Menu

Post image 1
Post image 2
Post image 3
Post image 4
Post image 5
Post image 6
Post image 7
Post image 8
Post image 9
Post image 10
Post image 11
Post image 12
1 / 12
0

Your Walmart might be 3D printed — firm building more than a dozen 3D-printed Walmart expansions with…

Reading 0:00
15s threshold

(Image credit: Tom's Hardware) For years, 3D Concrete Printing (3DCP) has been an experimental novelty. Alquist 3D, based in Greeley, CO, is pushing the technology past the demonstration phase with their A1X, a robotic arm printer that lays down inch-thick layers at a whopping 200mm/s. This new approach to construction cuts down on time and wasted material, while also requiring fewer people. Alquist 3D is partnering with construction firm FMGI to build more than a dozen expansions on Walmart locations across the country using the new tech. Alquist’s most ambitious build isn’t 30 new Walmarts or the first 3D printed house in Virginia . It’s the ecosystem the company is setting up to take 3D printing from the lab to the construction site. By teaming up with equipment distributors Hugg & Hall and general contractors like FMGI, they are solving the scalability problem that previously held back the technology and labor shortages that plague construction in general.…

Continue reading — create a free account

Join HashtagPLUS to read full articles, follow hashtags, vote, and join the conversation.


**Problem description**
Look below. Copy each line that has "middle" in it.

**Data records**
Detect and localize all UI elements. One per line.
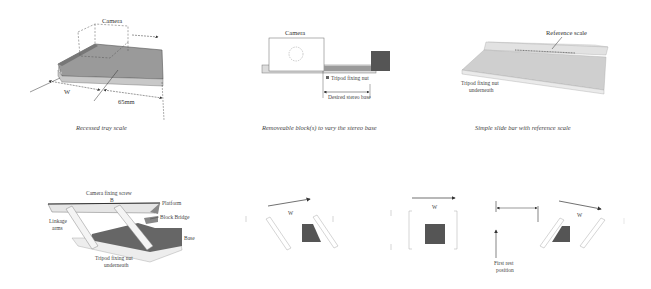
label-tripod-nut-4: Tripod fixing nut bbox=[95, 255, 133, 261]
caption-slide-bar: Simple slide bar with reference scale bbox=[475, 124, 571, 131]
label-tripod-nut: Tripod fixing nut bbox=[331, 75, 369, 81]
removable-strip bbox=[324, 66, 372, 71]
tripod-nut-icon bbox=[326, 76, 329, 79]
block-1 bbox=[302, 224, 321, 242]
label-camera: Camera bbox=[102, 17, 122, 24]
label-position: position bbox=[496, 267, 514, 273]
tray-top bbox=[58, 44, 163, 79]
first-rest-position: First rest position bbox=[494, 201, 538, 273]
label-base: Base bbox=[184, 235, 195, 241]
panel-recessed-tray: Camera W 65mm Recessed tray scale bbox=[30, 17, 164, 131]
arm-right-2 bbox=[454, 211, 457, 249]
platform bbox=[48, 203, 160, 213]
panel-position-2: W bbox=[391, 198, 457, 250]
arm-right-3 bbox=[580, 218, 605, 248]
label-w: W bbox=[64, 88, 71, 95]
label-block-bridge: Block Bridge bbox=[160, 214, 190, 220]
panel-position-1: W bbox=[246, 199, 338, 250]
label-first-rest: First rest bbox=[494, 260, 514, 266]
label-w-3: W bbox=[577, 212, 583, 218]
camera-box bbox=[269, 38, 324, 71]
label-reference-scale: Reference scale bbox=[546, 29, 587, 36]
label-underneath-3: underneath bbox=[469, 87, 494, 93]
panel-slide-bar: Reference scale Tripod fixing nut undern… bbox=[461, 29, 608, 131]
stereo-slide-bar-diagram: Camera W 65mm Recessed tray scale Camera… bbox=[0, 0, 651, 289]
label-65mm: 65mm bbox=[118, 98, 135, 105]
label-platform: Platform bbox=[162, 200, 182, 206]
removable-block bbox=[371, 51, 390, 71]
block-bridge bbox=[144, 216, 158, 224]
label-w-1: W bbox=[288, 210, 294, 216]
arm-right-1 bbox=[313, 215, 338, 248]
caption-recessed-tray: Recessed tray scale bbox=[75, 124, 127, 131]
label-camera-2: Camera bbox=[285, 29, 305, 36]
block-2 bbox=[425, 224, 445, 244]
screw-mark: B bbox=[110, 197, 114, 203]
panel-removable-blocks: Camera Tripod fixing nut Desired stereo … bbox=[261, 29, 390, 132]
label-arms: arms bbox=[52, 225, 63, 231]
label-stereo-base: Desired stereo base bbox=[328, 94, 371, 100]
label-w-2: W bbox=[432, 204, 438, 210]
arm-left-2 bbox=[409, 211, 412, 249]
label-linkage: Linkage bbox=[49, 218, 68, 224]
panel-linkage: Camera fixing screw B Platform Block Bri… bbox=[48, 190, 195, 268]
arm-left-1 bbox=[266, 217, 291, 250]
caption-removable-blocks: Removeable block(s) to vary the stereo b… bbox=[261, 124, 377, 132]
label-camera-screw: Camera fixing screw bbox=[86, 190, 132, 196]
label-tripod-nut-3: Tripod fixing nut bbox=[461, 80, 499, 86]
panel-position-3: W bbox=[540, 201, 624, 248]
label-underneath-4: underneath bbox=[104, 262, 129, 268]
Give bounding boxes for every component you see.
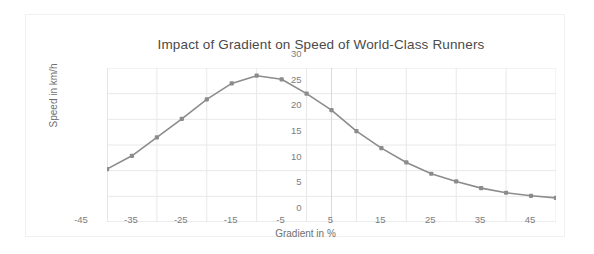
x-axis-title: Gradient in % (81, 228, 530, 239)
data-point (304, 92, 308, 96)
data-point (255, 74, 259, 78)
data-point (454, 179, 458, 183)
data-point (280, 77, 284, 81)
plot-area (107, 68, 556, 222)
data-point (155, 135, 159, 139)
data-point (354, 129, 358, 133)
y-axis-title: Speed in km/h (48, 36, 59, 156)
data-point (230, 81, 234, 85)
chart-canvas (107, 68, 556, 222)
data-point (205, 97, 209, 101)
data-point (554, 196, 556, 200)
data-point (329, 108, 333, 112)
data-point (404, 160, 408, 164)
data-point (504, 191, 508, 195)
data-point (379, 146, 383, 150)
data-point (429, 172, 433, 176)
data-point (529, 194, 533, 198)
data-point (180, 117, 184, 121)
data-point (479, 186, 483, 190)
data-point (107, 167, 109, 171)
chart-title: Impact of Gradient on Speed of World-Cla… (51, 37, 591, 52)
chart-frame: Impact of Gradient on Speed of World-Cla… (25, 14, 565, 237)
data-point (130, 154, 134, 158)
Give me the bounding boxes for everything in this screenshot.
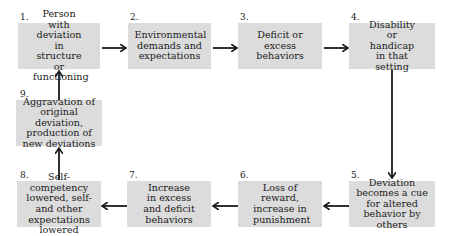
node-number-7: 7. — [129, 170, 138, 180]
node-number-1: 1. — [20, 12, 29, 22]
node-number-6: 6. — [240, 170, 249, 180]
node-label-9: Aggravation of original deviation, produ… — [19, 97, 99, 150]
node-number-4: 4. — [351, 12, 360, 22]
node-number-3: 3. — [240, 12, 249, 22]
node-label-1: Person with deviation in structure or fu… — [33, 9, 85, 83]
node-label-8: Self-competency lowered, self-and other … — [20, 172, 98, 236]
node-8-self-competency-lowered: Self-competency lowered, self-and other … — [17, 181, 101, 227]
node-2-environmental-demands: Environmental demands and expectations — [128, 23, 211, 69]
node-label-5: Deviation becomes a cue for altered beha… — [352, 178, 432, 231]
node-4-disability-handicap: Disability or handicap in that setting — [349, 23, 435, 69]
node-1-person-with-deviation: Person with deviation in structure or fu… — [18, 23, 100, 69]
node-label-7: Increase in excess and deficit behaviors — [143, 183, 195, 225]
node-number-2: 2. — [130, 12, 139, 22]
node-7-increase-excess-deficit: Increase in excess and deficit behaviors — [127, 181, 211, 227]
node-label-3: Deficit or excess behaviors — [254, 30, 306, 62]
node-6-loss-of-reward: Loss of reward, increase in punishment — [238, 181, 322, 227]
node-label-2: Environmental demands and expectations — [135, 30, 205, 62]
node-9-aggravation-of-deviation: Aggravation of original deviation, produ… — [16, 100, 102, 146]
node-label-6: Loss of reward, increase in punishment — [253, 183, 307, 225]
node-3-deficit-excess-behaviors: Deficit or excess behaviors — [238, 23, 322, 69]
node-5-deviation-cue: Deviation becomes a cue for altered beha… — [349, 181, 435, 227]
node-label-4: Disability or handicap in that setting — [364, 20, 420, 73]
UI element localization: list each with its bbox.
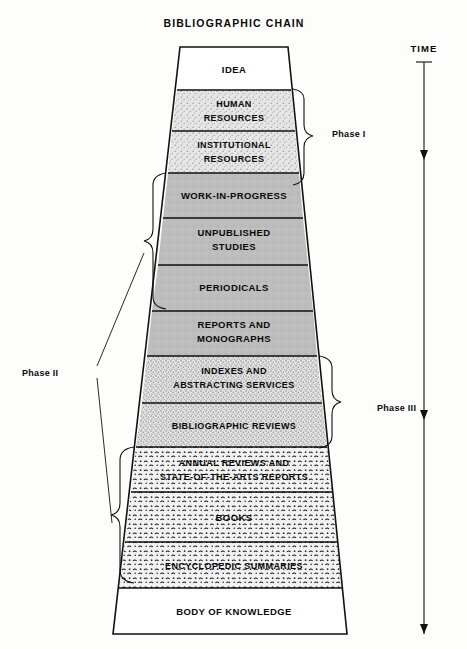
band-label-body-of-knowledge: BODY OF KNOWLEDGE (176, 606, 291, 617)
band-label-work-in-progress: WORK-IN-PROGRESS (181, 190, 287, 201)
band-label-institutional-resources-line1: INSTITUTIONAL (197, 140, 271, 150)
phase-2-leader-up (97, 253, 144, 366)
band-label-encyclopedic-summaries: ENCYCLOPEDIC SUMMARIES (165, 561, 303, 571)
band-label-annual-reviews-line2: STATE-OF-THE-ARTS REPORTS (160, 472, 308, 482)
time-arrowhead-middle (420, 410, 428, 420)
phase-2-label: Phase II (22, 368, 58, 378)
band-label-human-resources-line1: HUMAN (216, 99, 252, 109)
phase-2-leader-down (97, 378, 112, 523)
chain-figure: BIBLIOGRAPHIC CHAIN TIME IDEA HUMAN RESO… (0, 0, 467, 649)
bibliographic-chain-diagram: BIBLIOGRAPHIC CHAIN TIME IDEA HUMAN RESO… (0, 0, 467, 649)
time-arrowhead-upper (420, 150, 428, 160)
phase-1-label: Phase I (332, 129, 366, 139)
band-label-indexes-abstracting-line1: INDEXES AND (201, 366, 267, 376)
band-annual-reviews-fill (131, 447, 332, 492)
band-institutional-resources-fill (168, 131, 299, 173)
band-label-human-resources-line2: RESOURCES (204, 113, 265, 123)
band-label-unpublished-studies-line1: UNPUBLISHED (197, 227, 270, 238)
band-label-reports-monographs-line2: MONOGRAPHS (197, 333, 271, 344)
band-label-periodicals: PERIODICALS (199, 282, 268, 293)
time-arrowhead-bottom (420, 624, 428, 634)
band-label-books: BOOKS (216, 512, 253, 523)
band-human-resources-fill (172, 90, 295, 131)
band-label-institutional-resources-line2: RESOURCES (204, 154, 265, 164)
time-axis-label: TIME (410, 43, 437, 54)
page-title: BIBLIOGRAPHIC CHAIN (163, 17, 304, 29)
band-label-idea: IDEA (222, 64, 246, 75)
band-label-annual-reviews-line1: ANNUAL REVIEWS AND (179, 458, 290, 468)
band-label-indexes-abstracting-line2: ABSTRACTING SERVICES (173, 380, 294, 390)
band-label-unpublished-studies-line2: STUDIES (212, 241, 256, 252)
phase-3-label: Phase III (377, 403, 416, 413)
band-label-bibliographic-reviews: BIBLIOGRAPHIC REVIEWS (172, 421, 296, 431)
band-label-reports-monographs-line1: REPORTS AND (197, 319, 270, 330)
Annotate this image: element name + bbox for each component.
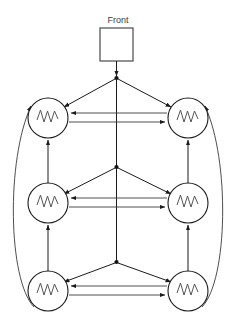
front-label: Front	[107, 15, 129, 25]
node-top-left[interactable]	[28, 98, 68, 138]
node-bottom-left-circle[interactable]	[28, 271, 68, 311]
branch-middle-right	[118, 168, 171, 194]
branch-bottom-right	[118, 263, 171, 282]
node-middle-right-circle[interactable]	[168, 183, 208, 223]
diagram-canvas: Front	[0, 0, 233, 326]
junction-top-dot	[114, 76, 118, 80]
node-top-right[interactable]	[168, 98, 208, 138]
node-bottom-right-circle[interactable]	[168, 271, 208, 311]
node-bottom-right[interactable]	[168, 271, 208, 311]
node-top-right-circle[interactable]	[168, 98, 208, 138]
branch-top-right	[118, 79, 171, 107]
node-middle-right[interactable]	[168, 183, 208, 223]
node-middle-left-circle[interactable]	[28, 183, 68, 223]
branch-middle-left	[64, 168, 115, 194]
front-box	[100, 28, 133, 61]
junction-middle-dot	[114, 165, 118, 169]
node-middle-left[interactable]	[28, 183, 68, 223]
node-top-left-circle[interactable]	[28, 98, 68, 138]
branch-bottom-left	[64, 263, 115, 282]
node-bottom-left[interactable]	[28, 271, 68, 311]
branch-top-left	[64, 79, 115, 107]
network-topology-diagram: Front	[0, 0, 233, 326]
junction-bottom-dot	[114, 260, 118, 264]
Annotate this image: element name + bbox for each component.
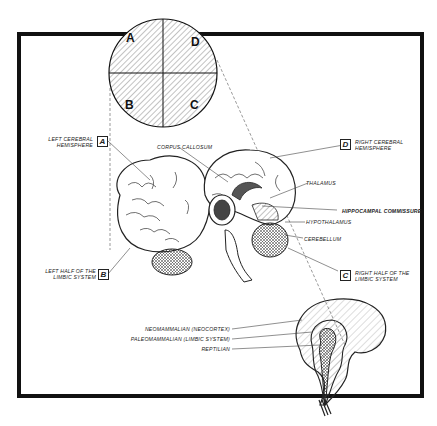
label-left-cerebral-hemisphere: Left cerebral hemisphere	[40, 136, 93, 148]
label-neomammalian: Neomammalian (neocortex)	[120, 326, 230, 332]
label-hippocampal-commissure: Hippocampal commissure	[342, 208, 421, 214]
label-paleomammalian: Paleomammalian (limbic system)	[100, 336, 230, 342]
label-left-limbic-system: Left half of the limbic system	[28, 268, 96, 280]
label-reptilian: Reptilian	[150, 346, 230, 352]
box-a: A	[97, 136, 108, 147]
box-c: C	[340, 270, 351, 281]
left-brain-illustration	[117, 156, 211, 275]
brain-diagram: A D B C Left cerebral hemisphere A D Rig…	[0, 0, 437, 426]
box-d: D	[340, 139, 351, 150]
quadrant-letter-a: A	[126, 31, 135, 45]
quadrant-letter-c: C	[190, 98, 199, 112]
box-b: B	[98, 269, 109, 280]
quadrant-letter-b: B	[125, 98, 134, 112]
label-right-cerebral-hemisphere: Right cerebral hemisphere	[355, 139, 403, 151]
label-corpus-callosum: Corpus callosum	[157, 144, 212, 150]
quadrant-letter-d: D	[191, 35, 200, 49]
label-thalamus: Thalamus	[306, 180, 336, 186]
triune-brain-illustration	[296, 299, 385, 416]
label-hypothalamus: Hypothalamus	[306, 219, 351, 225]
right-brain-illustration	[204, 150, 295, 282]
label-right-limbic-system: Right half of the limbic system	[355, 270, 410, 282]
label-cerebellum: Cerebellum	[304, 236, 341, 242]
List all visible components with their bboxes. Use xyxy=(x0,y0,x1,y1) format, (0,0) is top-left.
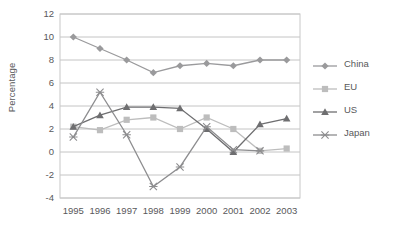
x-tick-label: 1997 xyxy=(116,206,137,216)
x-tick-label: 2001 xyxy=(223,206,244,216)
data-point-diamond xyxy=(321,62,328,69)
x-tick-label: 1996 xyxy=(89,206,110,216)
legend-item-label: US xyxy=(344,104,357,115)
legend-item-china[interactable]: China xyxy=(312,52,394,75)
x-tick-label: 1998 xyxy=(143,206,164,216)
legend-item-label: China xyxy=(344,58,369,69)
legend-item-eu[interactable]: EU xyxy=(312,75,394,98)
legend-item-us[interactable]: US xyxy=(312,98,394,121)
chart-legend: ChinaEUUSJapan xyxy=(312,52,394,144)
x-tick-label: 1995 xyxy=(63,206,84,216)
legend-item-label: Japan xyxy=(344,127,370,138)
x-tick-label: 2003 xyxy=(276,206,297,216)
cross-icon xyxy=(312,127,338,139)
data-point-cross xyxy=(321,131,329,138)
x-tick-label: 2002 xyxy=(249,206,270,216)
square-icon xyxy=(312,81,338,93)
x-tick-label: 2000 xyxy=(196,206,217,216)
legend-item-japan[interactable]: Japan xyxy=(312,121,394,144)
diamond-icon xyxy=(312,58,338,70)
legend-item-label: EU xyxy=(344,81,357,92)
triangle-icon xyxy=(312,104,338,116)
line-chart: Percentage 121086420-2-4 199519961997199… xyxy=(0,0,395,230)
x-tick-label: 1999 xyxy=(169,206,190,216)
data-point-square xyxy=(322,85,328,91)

**The completed task**
time-arrowhead-middle (420, 410, 428, 420)
branch-middle-right	[118, 168, 171, 194]
node-middle-right-circle[interactable]	[168, 183, 208, 223]
node-middle-right[interactable]	[168, 183, 208, 223]
node-middle-left-circle[interactable]	[28, 183, 68, 223]
branch-middle-left	[64, 168, 115, 194]
junction-middle-dot	[114, 165, 118, 169]
node-middle-left[interactable]	[28, 183, 68, 223]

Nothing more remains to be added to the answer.